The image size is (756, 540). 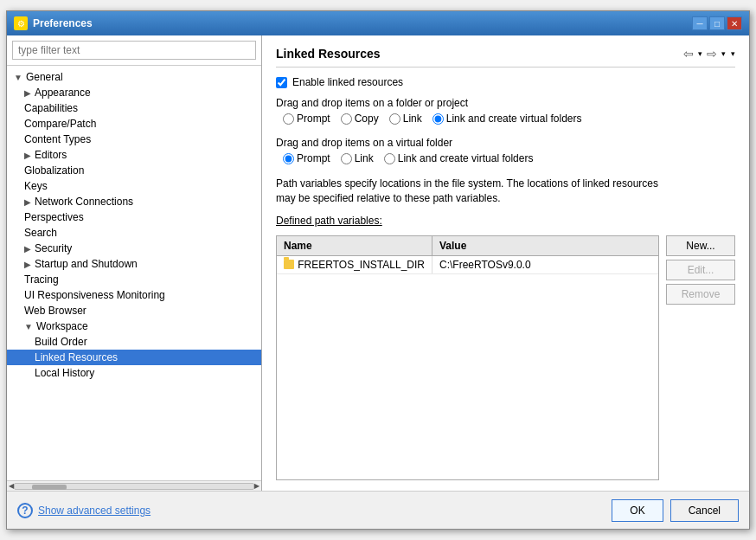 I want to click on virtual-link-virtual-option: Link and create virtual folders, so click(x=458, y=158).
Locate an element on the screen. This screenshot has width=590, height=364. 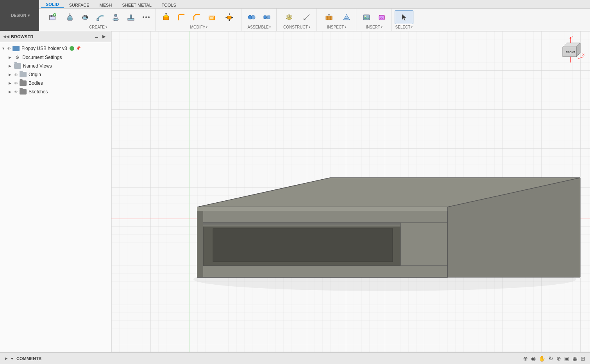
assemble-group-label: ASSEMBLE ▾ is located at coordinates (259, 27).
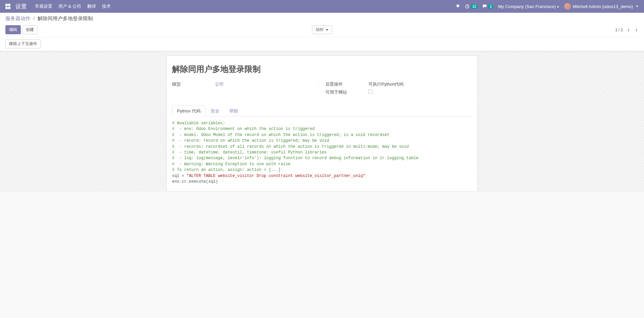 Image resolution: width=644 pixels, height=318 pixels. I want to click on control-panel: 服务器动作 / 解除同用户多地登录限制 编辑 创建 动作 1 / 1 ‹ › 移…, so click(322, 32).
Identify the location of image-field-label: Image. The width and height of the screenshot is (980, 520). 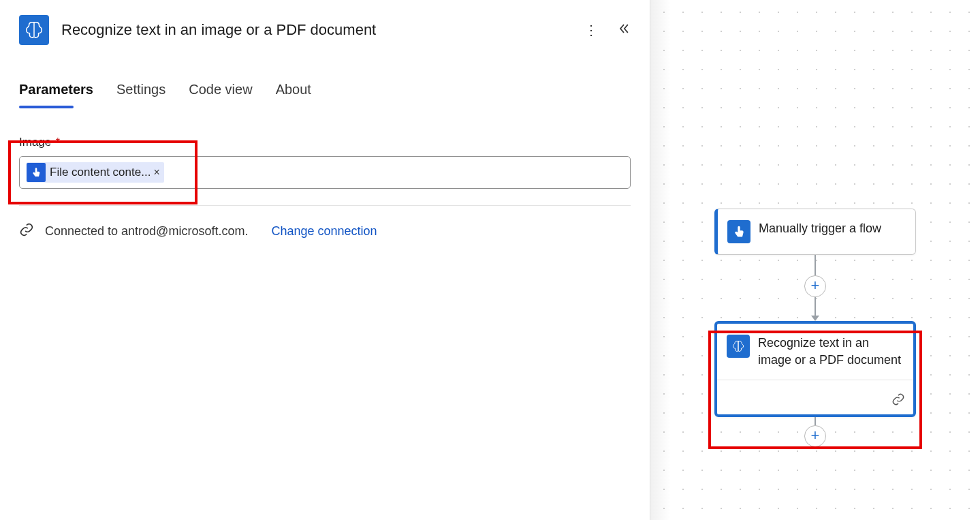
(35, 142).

* **Problem description**
Return exactly the lines running from the line with "Identify the location" through the final line of the listing. Leave the pictures out.

* **Solution to the problem**
Identify the location of image-field-label: Image. The width and height of the screenshot is (980, 520). 
(35, 142).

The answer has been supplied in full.